With steely determination, I managed to overcome the invisible bungee rope that was preventing me making the short journey across the carpark to the gym and I signed on.

There were two immediate positives, apart from feeling as if I had finally shown some will power. The first was that as the gym is changing hands and the new owners will take over in January, so I have free membership up until they call me in order to extract some money. The second piece of good news was that my blood pressure was pretty much normal. I say this with a small caveat as it took 3 readings to get there and some special breathing techniques the chap talked me through. I felt as if I could beat a lie-detector by the end of it.

So tomorrow morning is D-Day. I shall rise smartly at 5.30am and be on my way by 6.00am to get to the gym by 7.00am and be at the office by 8.30am after an hour's refreshing exercise (writer's euphemism for being knackered). A foolproof plan?

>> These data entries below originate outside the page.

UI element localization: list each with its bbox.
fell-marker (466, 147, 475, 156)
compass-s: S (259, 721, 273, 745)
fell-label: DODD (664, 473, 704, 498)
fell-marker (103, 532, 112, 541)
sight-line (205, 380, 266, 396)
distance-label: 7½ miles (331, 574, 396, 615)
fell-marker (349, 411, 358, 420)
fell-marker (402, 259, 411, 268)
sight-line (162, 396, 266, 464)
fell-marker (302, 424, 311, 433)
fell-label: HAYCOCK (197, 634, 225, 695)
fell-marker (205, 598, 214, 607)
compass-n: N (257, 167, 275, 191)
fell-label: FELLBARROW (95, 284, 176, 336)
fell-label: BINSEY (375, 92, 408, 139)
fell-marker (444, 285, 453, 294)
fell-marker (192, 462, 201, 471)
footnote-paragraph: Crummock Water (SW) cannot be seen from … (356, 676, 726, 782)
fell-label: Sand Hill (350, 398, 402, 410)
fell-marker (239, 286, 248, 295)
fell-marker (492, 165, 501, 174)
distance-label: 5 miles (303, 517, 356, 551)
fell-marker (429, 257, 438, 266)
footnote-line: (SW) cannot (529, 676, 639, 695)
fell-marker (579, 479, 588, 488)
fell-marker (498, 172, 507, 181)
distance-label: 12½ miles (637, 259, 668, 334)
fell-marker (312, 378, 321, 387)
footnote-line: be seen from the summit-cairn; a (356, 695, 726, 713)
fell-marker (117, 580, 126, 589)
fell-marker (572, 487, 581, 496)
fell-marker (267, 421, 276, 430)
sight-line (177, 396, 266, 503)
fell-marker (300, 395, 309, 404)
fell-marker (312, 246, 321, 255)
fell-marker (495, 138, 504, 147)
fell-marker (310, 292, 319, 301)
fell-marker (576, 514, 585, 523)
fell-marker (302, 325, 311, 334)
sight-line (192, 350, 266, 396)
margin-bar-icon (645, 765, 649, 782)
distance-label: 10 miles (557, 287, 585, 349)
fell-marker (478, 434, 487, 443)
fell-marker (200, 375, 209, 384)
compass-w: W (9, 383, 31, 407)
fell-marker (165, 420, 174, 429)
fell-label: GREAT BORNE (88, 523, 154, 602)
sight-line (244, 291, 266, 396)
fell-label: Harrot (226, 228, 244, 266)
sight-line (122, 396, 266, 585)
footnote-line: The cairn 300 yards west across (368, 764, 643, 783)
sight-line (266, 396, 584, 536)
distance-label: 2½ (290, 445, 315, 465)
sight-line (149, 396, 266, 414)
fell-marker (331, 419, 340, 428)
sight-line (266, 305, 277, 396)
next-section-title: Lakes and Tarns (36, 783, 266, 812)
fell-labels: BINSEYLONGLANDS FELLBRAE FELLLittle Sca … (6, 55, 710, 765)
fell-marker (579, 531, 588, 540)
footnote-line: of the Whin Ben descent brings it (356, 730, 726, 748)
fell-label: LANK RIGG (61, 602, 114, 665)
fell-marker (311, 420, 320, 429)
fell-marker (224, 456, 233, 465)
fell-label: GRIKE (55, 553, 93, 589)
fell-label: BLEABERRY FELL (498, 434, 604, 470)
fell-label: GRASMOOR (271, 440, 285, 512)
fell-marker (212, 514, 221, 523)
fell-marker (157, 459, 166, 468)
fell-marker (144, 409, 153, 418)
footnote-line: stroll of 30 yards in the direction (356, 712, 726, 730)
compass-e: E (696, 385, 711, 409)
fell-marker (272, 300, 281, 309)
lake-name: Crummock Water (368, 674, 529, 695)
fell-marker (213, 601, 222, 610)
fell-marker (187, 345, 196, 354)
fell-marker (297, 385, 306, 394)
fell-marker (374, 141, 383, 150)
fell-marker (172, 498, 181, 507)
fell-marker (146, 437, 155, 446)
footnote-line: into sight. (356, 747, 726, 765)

As I have had a full day in the office, my wife went for a routine scan with her Mum today. The news was good - Mum and baby are doing fine and we have a another appointment for two weeks time. After having disappointments with scans a year ago and earlier, I still have butterflies before them - and today was worse by knowing my wife was on her own.

The most gratifying scan to date was the Nuchal Translucency screening test which uses a combination of many factors from actual measurements of the foetus' nuchal membrane at the nape of the neck and some other factors such as age, weight etc of the mum and dad plus certain readings of the blood - it is all run through a complicated computer program and out pops effectively the odds of the baby having Down's Syndrome. In our case, despite our combined age, the odds were actually in the normal range which was huge relief.

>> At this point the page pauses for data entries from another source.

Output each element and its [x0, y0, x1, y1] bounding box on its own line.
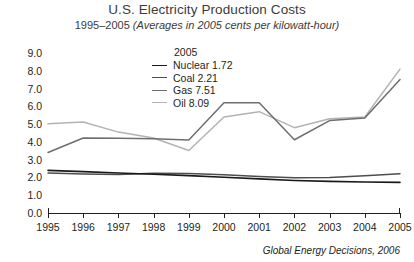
x-tick-label: 2002 [283, 221, 306, 233]
x-axis-tick [83, 213, 84, 218]
y-tick-label: 9.0 [27, 47, 42, 59]
y-axis-labels: 0.01.02.03.04.05.06.07.08.09.0 [10, 53, 42, 213]
x-axis-tick [294, 213, 295, 218]
x-axis-tick [189, 213, 190, 218]
x-axis-tick [330, 213, 331, 218]
x-axis-tick [48, 213, 49, 218]
y-tick-label: 8.0 [27, 65, 42, 77]
x-axis-tick [400, 213, 401, 218]
x-tick-label: 1999 [177, 221, 200, 233]
chart-title: U.S. Electricity Production Costs [0, 2, 414, 17]
y-tick-label: 1.0 [27, 189, 42, 201]
x-axis-tick [259, 213, 260, 218]
y-tick-label: 6.0 [27, 100, 42, 112]
x-tick-label: 2004 [353, 221, 376, 233]
x-tick-label: 1997 [107, 221, 130, 233]
series-line-gas [48, 79, 400, 152]
x-tick-label: 1998 [142, 221, 165, 233]
subtitle-range: 1995–2005 [75, 19, 130, 31]
x-tick-label: 2001 [248, 221, 271, 233]
x-tick-label: 2005 [388, 221, 411, 233]
source-credit: Global Energy Decisions, 2006 [263, 245, 400, 256]
x-tick-label: 1995 [36, 221, 59, 233]
x-axis-tick [224, 213, 225, 218]
x-axis-tick [365, 213, 366, 218]
plot-area [48, 53, 400, 213]
subtitle-note: (Averages in 2005 cents per kilowatt-hou… [133, 19, 339, 31]
y-tick-label: 7.0 [27, 83, 42, 95]
series-lines [48, 53, 400, 213]
x-axis-tick [154, 213, 155, 218]
y-tick-label: 4.0 [27, 136, 42, 148]
x-axis-tick [118, 213, 119, 218]
x-tick-label: 1996 [72, 221, 95, 233]
y-tick-label: 2.0 [27, 171, 42, 183]
x-tick-label: 2000 [212, 221, 235, 233]
x-tick-label: 2003 [318, 221, 341, 233]
y-tick-label: 0.0 [27, 207, 42, 219]
chart-subtitle: 1995–2005 (Averages in 2005 cents per ki… [0, 19, 414, 31]
y-tick-label: 5.0 [27, 118, 42, 130]
chart-container: U.S. Electricity Production Costs 1995–2… [0, 0, 414, 262]
y-tick-label: 3.0 [27, 154, 42, 166]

In the multifarious fears, anxieties and excitements I have of being a dad at 50, this was perhaps one of the biggest. We desperately want a child, but our fear would be that we could not provide the kind of long term parenting required for a baby with Down's Syndrome - and I have picture in my mind of being too geriatric to look after such a child when they would need us most. To know that our odds were high would have tested every belief my wife and I have - we are both very against abortion for every reason barring medical and psychological (it's difficult to be hard and fast but for abortion for lifestyle is to my mind an abomination). This fear brings home the awesome duty of responsibility parenting comes with and why it is more acute for older parents, who naturally have a higher risk of the baby having the condition.

Away from the lighter side of being an older dad - this is the kind of serious issue that age brings. My wife and I would hate to deny anyone (and I include an unborn child) the chance of life but we would not want condemn our baby to a life with older parents who actually would need as much care and attention as them in too few years. That alone would be a very selfish act.

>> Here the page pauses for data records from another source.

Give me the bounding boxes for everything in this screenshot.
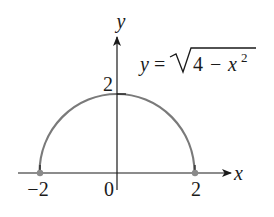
equation-lhs: y <box>138 53 149 76</box>
radicand-minus: − <box>210 53 221 75</box>
tick-label-pos-2: 2 <box>191 178 201 200</box>
equation-label: y = 4 − x 2 <box>138 48 256 76</box>
origin-label: 0 <box>104 178 114 200</box>
equation-equals: = <box>154 53 165 75</box>
semicircle-graph: y x −2 0 2 2 y = 4 − x 2 <box>0 0 274 217</box>
tick-label-neg-2: −2 <box>27 178 48 200</box>
x-axis-label: x <box>233 162 243 184</box>
tick-label-y-2: 2 <box>103 73 113 95</box>
radicand-exponent: 2 <box>241 50 248 65</box>
radicand-constant: 4 <box>193 53 203 75</box>
point-neg-2 <box>37 170 43 176</box>
y-axis-label: y <box>115 10 126 33</box>
point-pos-2 <box>192 170 198 176</box>
radicand-variable: x <box>227 53 237 75</box>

The next dilemma in my mind is whether I actually go to the gym tomorrow morning.

Sunday, 22 November 2009

Annus Maximus

It has been an amazing year for more reasons than one, but for me two incredible things have happened:

1) My wife became pregnant and we are to be parents for the first time.

2) I turned 50 just this week - here in November 2009.

I could bore you with the long details - suffice to say we have been married for over 14 years and we have tried just about every method in the book and could have bought a nice flat with the money we have spent on IVF treatments but just when we were considering new options, a miracle occurred and my wife became pregnant at the age of 43 in June this year - naturally.

The startling reality took a long while to hit home. I am old, fat, unfit and in precarious employment, at an age where things could go horribly wrong. We are 6 and a half months into the term and only now have I really realised that things are going to be very, very different.

First up, we love kids - adore them. We have 4 nephews we think are superb, two nieces we don't see much of but love and two new nieces who are twins who are the most adorable forms of life you can kind find - and that includes cute kittens. And we have two godchildren who consider us family - in fact, I treasure the card for my 50th from my goddaughter who called me the 'Best Uncle in the World'. I should have her stuffed and put in reception.

So this child will be loved - we are two people who have always wanted our own child and more. It's just that now that I am 50, it is very different. I am going to be the oldest dad in the playground, unless I go to LA where it's Michael Douglas. Until a year or so ago, I was super fit and now I have gone to seed. I may look youngish but I am beginning to feel my age.

But the excitement of being a dad is kicking in. This blog is about a guy and his wife who are finding life is about to change very drastically. And guess what? I am scared.

I am going to be a geriatric dad. When my child is 18, I will be 68 - then he or she is 30, I will be 80. The good news, if I have any money left, is at least they will get it earlier than their peers. The bad news is that they will won't be able to invite their dad to the Parents vs. Pupils rugby, hockey, netball or cricket match as I will probably have a zimmer frame - and they aren't cool.

So read along with my thoughts, hopes, fears and attempts to be younger and cooler.